Which Comes First: The Metaphor or the Metonymy?

The Theory Toolbox asks the important question of how we read: is it, as the book says a dig through the “social meaning to get to the real…essence of the word” or is it the way we take into account other aspects of a work and how we use that work in different ways? Interestingly the author argues that it is the “collision or production of meaning within the context of certain sets of signifiers” that determines how we read. He uses the example of Beavis and Butthead to show the distinction between a metaphor and a metonymy. This is important because if we say that we read into metaphors it means that what matters is to trade a signifier, a word as explained in the book, for a signified, which is the meaning. A metonymy is the opposite; it is the trading of one signifier for another. The Beavis and Butthead episode where they obtain five dollars for destroying their town while trying to clean one yard shows the difference in thinking that the Theory Toolbox is trying to argue. Butthead, perhaps correctly named based on his unrealistic expectations of five dollars, imagines that he could get a car, hot tub, and guitar with his measly five dollars. Beavis on the other hand, though not shown below, pictures in his mind an actual five dollar bill. Butthead is the metaphor and Beavis is the metonymy.

                beevisandbutthead

     (Butthead and his unrealistic idea of the dollars worth)

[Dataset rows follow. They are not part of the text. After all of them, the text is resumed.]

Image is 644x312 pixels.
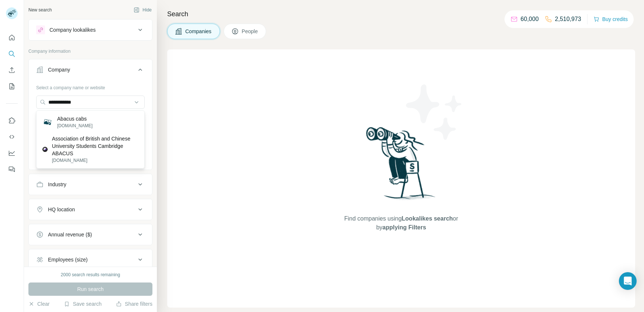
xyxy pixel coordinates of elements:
[520,15,538,23] p: 60,000
[57,115,93,122] p: Abacus cabs
[6,130,17,143] button: Use Surfe API
[48,181,66,188] div: Industry
[42,117,53,127] img: Abacus cabs
[6,47,17,60] button: Search
[555,15,581,23] p: 2,510,973
[116,300,152,307] button: Share filters
[29,21,152,38] button: Company lookalikes
[36,81,145,91] div: Select a company name or website
[64,300,102,307] button: Save search
[6,114,17,127] button: Use Surfe on LinkedIn
[6,63,17,77] button: Enrich CSV
[42,147,48,152] img: Association of British and Chinese University Students Cambridge ABACUS
[401,79,468,145] img: Surfe Illustration - Stars
[48,256,87,263] div: Employees (size)
[401,216,452,222] span: Lookalikes search
[48,231,92,238] div: Annual revenue ($)
[29,48,152,54] p: Company information
[48,66,70,73] div: Company
[6,31,17,44] button: Quick start
[29,7,51,14] div: New search
[52,135,138,157] p: Association of British and Chinese University Students Cambridge ABACUS
[29,200,152,219] button: HQ location
[50,26,96,34] div: Company lookalikes
[363,125,440,207] img: Surfe Illustration - Woman searching with binoculars
[29,300,50,307] button: Clear
[6,80,17,93] button: My lists
[48,206,75,213] div: HQ location
[29,225,152,243] button: Annual revenue ($)
[52,157,138,164] p: [DOMAIN_NAME]
[593,14,627,24] button: Buy credits
[619,272,636,290] div: Open Intercom Messenger
[61,271,121,278] div: 2000 search results remaining
[29,176,152,193] button: Industry
[57,122,93,129] p: [DOMAIN_NAME]
[382,224,426,231] span: applying Filters
[186,28,212,35] span: Companies
[6,163,17,176] button: Feedback
[6,146,17,160] button: Dashboard
[342,214,460,232] span: Find companies using or by
[167,9,635,19] h4: Search
[241,28,259,35] span: People
[128,5,157,16] button: Hide
[29,61,152,81] button: Company
[29,251,152,268] button: Employees (size)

So, the question is, which is the right way to read? Do we use metaphor to derive meaning or do we use metonymy? The answer is surprising. Metaphors seem like the holy grail of “close reading” in literature. Teachers like to pound into us how important metaphorical interpretations of texts are, but as the book points out, metaphors are really “a species of metonymic substitutions”. So the question of which came first is simple: the metonymy is needed in order to have the metaphor. We can not have the latter without the former. Abstractions are built from concrete meanings, no matter how far they stray. I believe this is an important idea to understand in reading because without meaning nothing would be accomplished. Meaning is the most important aspect of reading because of how it changes under different contexts and different circumstances.

One Response to Which Comes First: The Metaphor or the Metonymy?

  1. Prof VZ January 24, 2016 at 11:59 am #

    Great overview of this example and the role metaphor and metonymy play in this conversation, helping to clarify what it means to commit to reading as a negotiation amongst contexts rather than as a search for some abstract and secure meaning. This isn’t to say that we shouldn’t read with close attention to metaphor; it just means that we have to understand the ways in which metaphors often raise as many questions as they answer. In the McKay poem, for example, we can just end the conversation by saying that the author uses Christ’s crucifixion as a metaphor for the suffering of the lynching victim. Instead, we have to ask ourselves how this metaphor functions in a way that explains this tragedy, or maybe even absolves the crime as something brutal but somehow necessary (as the Crucifixion was necessary in the context of salvation history). The metaphor, in other words, is a question rather than an answer. A claim made by an author that requires close scrutiny, or, rather, curiosity.